Dann, I'll start by explaining that I can see both sides of the coin. I can understand what guys like Mark are saying when they tell me they have no luck with women, because that's my reality too. Apparently, there are more than a few men like us out there, who, if we want sex, we have to pay for it. Up front, in cash. You called this the john's point of view, and that's fair enough. There are other reasons people hire prostitutes, but this is the reason that's closest to my experience.
Fair enough, you are upfront and honest here too!
I have a hard time believing that you would not be able to find somebody willing to have sex with you for free (= because she would enjoy having it), but it is not a question that I have any way of judging. I'm sure that you think that's the way it is.
From the very beginning my purpose was not to condemn the men who visit prostitutes. What I condemn is poverty, the condition that forces this line of work on some people.
I can see how the people who work in the illegal sex trade probably don't have good circumstances in their lives. Many illegal sex workers probably are in it because of a choice between having nothing and having the basics of life. Yes, I agree that many of them have substance abuse problems (though I'm not sure which came first for the majority, drug use or prostitution, though I suspect the former), and a good number probably suffer from some form of mental or emotional illness. They face daily threats of violence, both from those who "employ" them and from predatory johns. There is a large risk of contracting sexually transmitted diseases and, for female sex trade workers, the looming threat of an unwanted pregnancy. There is the constant risk of arrest, and most illegal prostitutes probably do not prosper financially from their work. In short, I doubt that most who work in the illegal sex trade are happy with their lives.
I think that we agree on this point.
However, as many here have already said, this is largely the result of the unregulated state of the sex trade. Of course, legalisation and regulation will not be a cure-all for all the things that plague sex trade workers, but it would remove many of the risks that make it so dangerous. Prohibition does nothing to address these issues, it merely drives the industry underground and makes for a very lucrative business opportunity for criminal organisations.
Legalization of prostitution does nothing to secure the ’working conditions’ of prostitutes. It may be a profitable line of business for legalized pimps, but the prostitutes who cannot live up to the requirements of their new employers and the demands from the governmental regulators will continue to work as usual: illegitimately. (And if you have ever seen the reality shows from the Nevada brothels, you already know that the women there may fare better than streetwalkers, but very few (but probably enough!) women with other alternatives will feel tempted by this kind of ‘entrepreneurship’.)
A German example concerning health insurance:
„Grundsätzlich könnten sich Prostituierte auch privat krankenversichern; allerdings werden sie von privaten Krankenversicherungen in der Regel wegen zu hoher Risiken abgelehnt.“
http://de.wikipedia.org/wiki/Prostitution#Deutschland
My translation:
”In principle prostitutes may take out policies of health insurance; however, they are usually turned down by the private health insurance companies because of the increased risk.”
Prostitution simply is not a job like all others, even if a few manage to earn a lot of money, get out in time and live happily ever after.
As to your question about those who wish to visit a bawdy house but cannot afford to financially, all I can say is that they will either have to save their money and make it their once a year holiday, or do without. I would like to have a Corvette. They cost one hundred thousand dollars. I will do without.
Like they sing in the Danish nursery rhyme
Der bor en bager i Nørregade: “If you’ve got money, you can get what you want, but if you haven’t got any, you’ll just have to leave.”
That sex is available for money is no guarantee that you’ll get laid. If you are poor, the price tag is what prevents you from getting any.
And another thing concerning sex and free enterprise:
Some of you have mentioned the debilitating effect it may have on the self-confidence of a man to be turned down by women. I think that it goes both ways, and stupid jerks of both sexes seem to find it a depreciation of their market value if somebody they consider inferior makes a pass at them, so they do not reciprocate simply by declining a declaration of love/desire/interest whatever. They have to be condescending, arrogant and cruel.
I don’t know if you are able to appreciate the irony when persistent fans of market economy and libertarianism become the victims of the social psychology that the societies of the market economies seem to foster. I can recommend
this book about bourgeois psychology, but unfortunately chapter 8 hasn’t been translated yet:
Chapter 8: Private life; or, the rise and fall of happiness in pleasure and love
1. The ideal of compensation, and longing for happiness
2. Consumption and leisure time: The right to pleasure put to practice
3. The big compensation: Love as the right to be unconditionally understood
4. Lover's grief and Crime III: out of passion
5. Modern ways to prove true love
6. Competition in love
If Mark had been living somewhere else, say in Cuba, he might have been relatively poor, but I cannot imagine that he would have been an involuntary virgin.
Finally, in re-reading my initial response to you, I realise that I was somewhat curt. I made some uncalled for assumptions about your background and character, and this was inappropriate. I apologise.
Well, I’m not very sensitive. And the moderators seem to think that I ought to moderate my language, so I’m probably the one who owes you an apology.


(Exercise brief)
Would you reproduce each line below exactly, leaving every picture out?
====== Dataset extract
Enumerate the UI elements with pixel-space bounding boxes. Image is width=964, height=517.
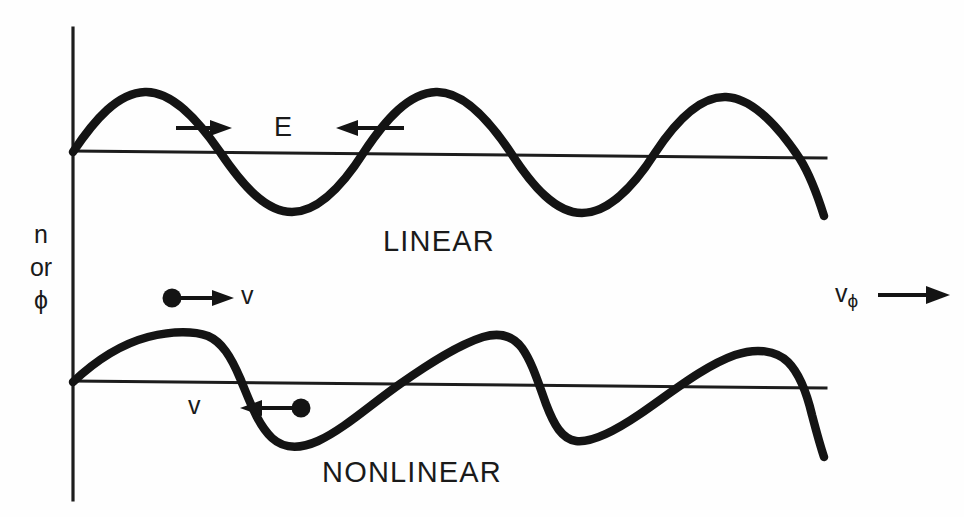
linear-baseline xyxy=(73,151,826,158)
y-axis-label: n or ϕ xyxy=(14,218,68,317)
phase-velocity-subscript: ϕ xyxy=(848,290,859,311)
y-axis-label-line-1: n xyxy=(14,218,68,251)
velocity-label-top: v xyxy=(241,283,254,308)
y-axis-label-line-3: ϕ xyxy=(14,284,68,317)
particle-dot-bottom xyxy=(292,399,311,418)
particle-velocity-right xyxy=(163,289,235,308)
phase-velocity-arrow xyxy=(878,286,950,304)
figure-root: n or ϕ E LINEAR NONLINEAR v v vϕ xyxy=(0,0,964,517)
nonlinear-wave-curve xyxy=(73,332,824,457)
e-field-arrow-left xyxy=(336,120,404,136)
particle-dot-top xyxy=(163,289,182,308)
nonlinear-baseline xyxy=(73,381,826,388)
wave-diagram-svg xyxy=(0,0,964,517)
e-field-label: E xyxy=(274,114,292,141)
velocity-label-bottom: v xyxy=(188,393,201,418)
linear-panel-caption: LINEAR xyxy=(383,227,495,256)
nonlinear-panel-caption: NONLINEAR xyxy=(322,458,502,487)
phase-velocity-symbol: v xyxy=(835,279,848,307)
phase-velocity-label: vϕ xyxy=(835,281,858,310)
y-axis-label-line-2: or xyxy=(14,251,68,284)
============
(Finished exercise)
Enumerate the UI elements with pixel-space bounding boxes. Image is width=964, height=517.
linear-baseline xyxy=(73,151,826,158)
y-axis-label: n or ϕ xyxy=(14,218,68,317)
phase-velocity-subscript: ϕ xyxy=(848,290,859,311)
y-axis-label-line-1: n xyxy=(14,218,68,251)
velocity-label-top: v xyxy=(241,283,254,308)
y-axis-label-line-3: ϕ xyxy=(14,284,68,317)
particle-dot-bottom xyxy=(292,399,311,418)
particle-velocity-right xyxy=(163,289,235,308)
phase-velocity-arrow xyxy=(878,286,950,304)
figure-root: n or ϕ E LINEAR NONLINEAR v v vϕ xyxy=(0,0,964,517)
nonlinear-wave-curve xyxy=(73,332,824,457)
e-field-arrow-left xyxy=(336,120,404,136)
particle-dot-top xyxy=(163,289,182,308)
nonlinear-baseline xyxy=(73,381,826,388)
wave-diagram-svg xyxy=(0,0,964,517)
e-field-label: E xyxy=(274,114,292,141)
velocity-label-bottom: v xyxy=(188,393,201,418)
linear-panel-caption: LINEAR xyxy=(383,227,495,256)
nonlinear-panel-caption: NONLINEAR xyxy=(322,458,502,487)
phase-velocity-symbol: v xyxy=(835,279,848,307)
phase-velocity-label: vϕ xyxy=(835,281,858,310)
y-axis-label-line-2: or xyxy=(14,251,68,284)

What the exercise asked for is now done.